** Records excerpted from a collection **
⁂

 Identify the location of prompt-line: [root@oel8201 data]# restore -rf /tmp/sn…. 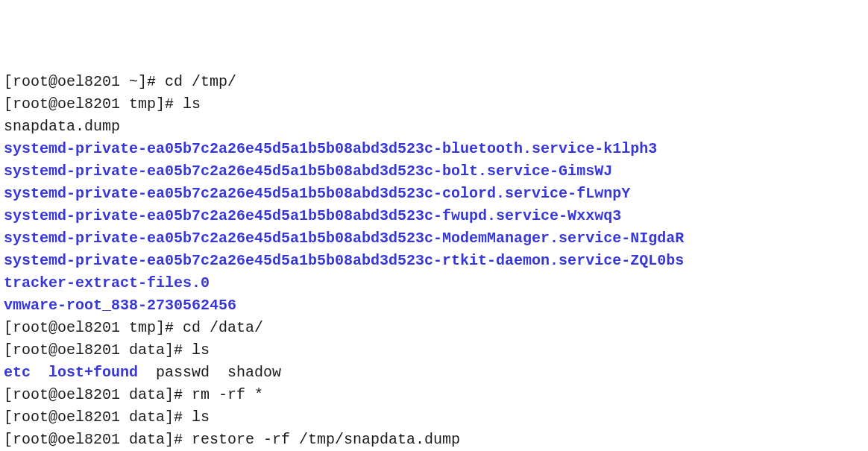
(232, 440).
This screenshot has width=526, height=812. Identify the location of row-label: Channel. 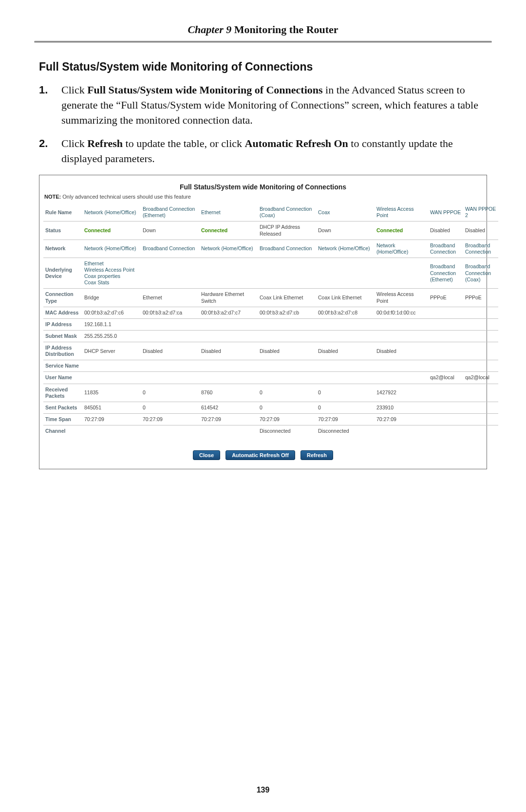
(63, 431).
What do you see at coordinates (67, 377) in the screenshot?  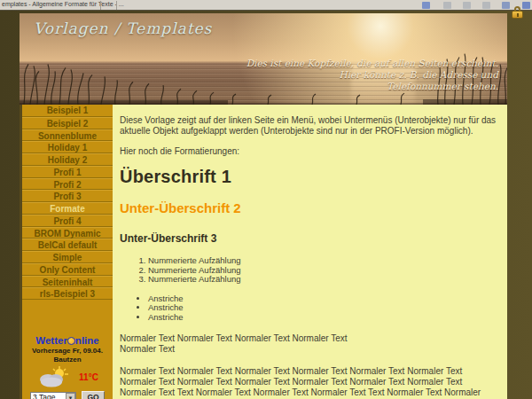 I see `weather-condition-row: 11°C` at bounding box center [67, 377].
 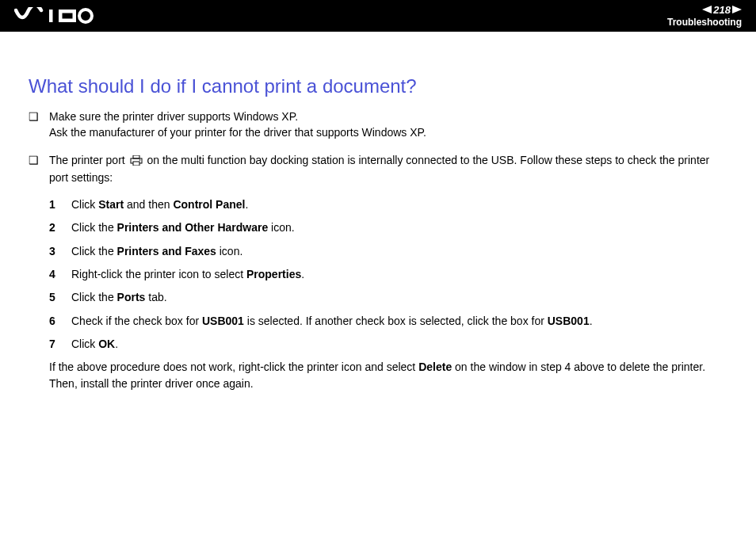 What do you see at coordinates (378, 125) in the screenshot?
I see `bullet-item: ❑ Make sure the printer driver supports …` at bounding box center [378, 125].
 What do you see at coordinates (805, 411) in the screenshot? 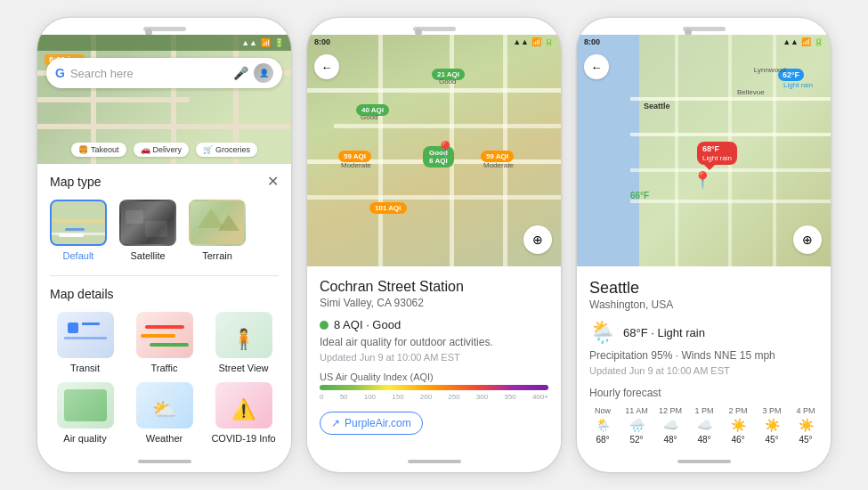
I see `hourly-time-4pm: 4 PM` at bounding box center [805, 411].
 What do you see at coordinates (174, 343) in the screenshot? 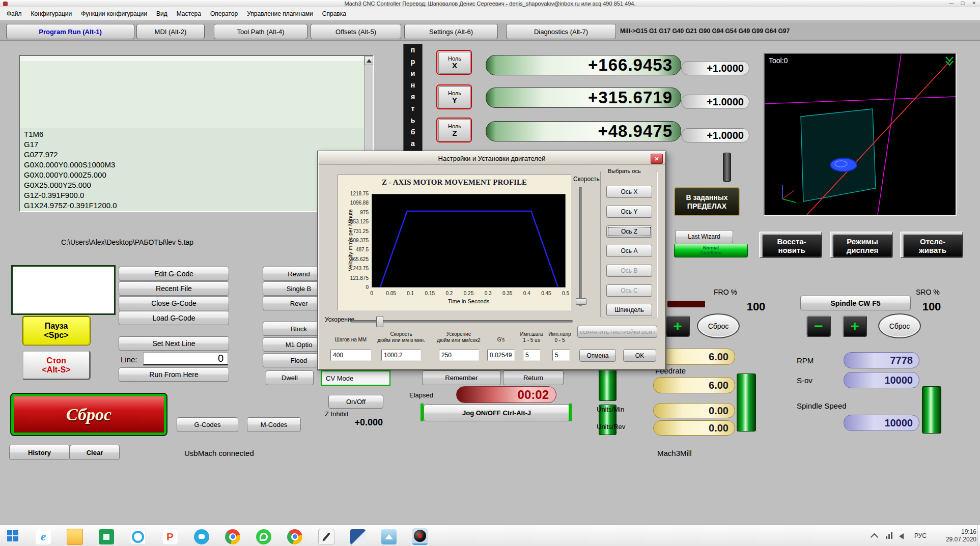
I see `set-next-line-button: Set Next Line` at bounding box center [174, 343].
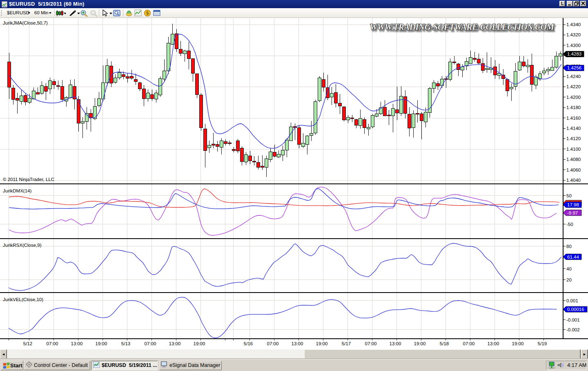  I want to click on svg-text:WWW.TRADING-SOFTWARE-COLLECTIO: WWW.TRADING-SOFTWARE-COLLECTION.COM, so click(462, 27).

⁂

** Exercise objective **
What is needed is an exact copy of only the lines from the line containing "What do you see at coordinates (174, 343)" through the last line of the entries, inclusive, without the pictures.

** Expected output **
 What do you see at coordinates (174, 343) in the screenshot? 
I see `set-next-line-button: Set Next Line` at bounding box center [174, 343].
  I want to click on svg-text:WWW.TRADING-SOFTWARE-COLLECTIO: WWW.TRADING-SOFTWARE-COLLECTION.COM, so click(462, 27).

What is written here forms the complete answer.